Our next stop is a gymnasium-size lab with corrals and gates. Large animals can be tested here for vaccines and contagious diseases like Foot and Mouth Disease, the virus responsible for the destruction of six million head of livestock in Britain in 2001. A few spores of FMD dropped into a Kansas feedlot on a contaminated Kleenex could halt the export of U.S. beef and kill the Kansas economy. That's one reason, says Jim Stack, people in this region get it about biosecurity research.

"In Kansas, 36,000 jobs are directly linked to agriculture exports, so if you have the introduction of one of these things that stops movement, people lose their jobs," Stack says. "Ten billion dollars of the Kansas economy is linked to agriculture."

In a small office at the back of an old administration building, Jerry Jaax oversees research and compliance of biosafety programs at K-State.

A career army veterinarian and officer, he was at the center of experiments with the deadly Ebola virus in 1989. In and out of isolation in space suits, Jaax and a team of scientists, including his wife Nancy, did autopsies on infected African monkeys.

In the course of their work, Nancy was exposed to the virus.
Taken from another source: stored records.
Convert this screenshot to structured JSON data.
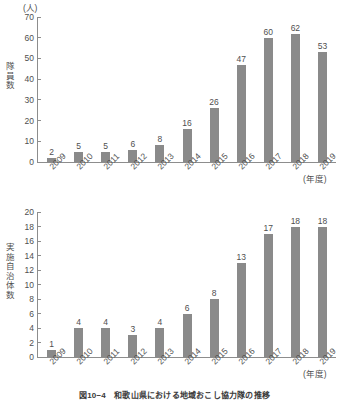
{
  "figure": {
    "caption": "図10−4　和歌山県における地域おこし協力隊の推移"
  },
  "chart_data": [
    {
      "id": "chart-top",
      "type": "bar",
      "title": "",
      "unit_label": "(人)",
      "ylabel": "隊員数",
      "xlabel": "(年度)",
      "categories": [
        "2009",
        "2010",
        "2011",
        "2012",
        "2013",
        "2014",
        "2015",
        "2016",
        "2017",
        "2018",
        "2019"
      ],
      "values": [
        2,
        5,
        5,
        6,
        8,
        16,
        26,
        47,
        60,
        62,
        53
      ],
      "yticks": [
        0,
        10,
        20,
        30,
        40,
        50,
        60,
        70
      ],
      "ylim": [
        0,
        70
      ],
      "grid": false,
      "legend": "none",
      "bar_color": "#8a8a8a"
    },
    {
      "id": "chart-bottom",
      "type": "bar",
      "title": "",
      "unit_label": "",
      "ylabel": "実施自治体数",
      "xlabel": "(年度)",
      "categories": [
        "2009",
        "2010",
        "2011",
        "2012",
        "2013",
        "2014",
        "2015",
        "2016",
        "2017",
        "2018",
        "2019"
      ],
      "values": [
        1,
        4,
        4,
        3,
        4,
        6,
        8,
        13,
        17,
        18,
        18
      ],
      "yticks": [
        0,
        2,
        4,
        6,
        8,
        10,
        12,
        14,
        16,
        18,
        20
      ],
      "ylim": [
        0,
        20
      ],
      "grid": false,
      "legend": "none",
      "bar_color": "#8a8a8a"
    }
  ]
}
Science writer Richard Preston wrote of the harrowing story in his best selling thriller The Hot Zone. Here, Jaax reads from a signed copy in his office.

Settled on a quiet ranch outside Manhattan, Jaax says, easy access to information and globalization make bioterrorism a reality and programs like these at K-state essential.

"The ability and technology to manipulate organisms is widespread and available to people who are not necessarily even scientists it's a real threat," Jaax says.

Officials at K-State hope agroterrorism luminaries like Jerry Jaax and the Biosecurity Research Institute will tip DHS in favor of Kansas when it comes time to decide where to locate the new federal center. But Harley Moon, Professor Emeritus of Veterinary Pathology at Iowa State University in Ames, and for many years a leading expert in biosecurity, believes programs will count for only so much, and that politics will play a role as well.

"Just because one has been in this game prior to 9/11 certainly does not lead to a slam-dunk," says Moon.  "There are a good number of vet schools in the country who had high quality research in infectious diseases prior to 9/11."

The Department of Homeland Security plans to announce where it will put its National Bio- and Agro-Defense Facility in early 2008.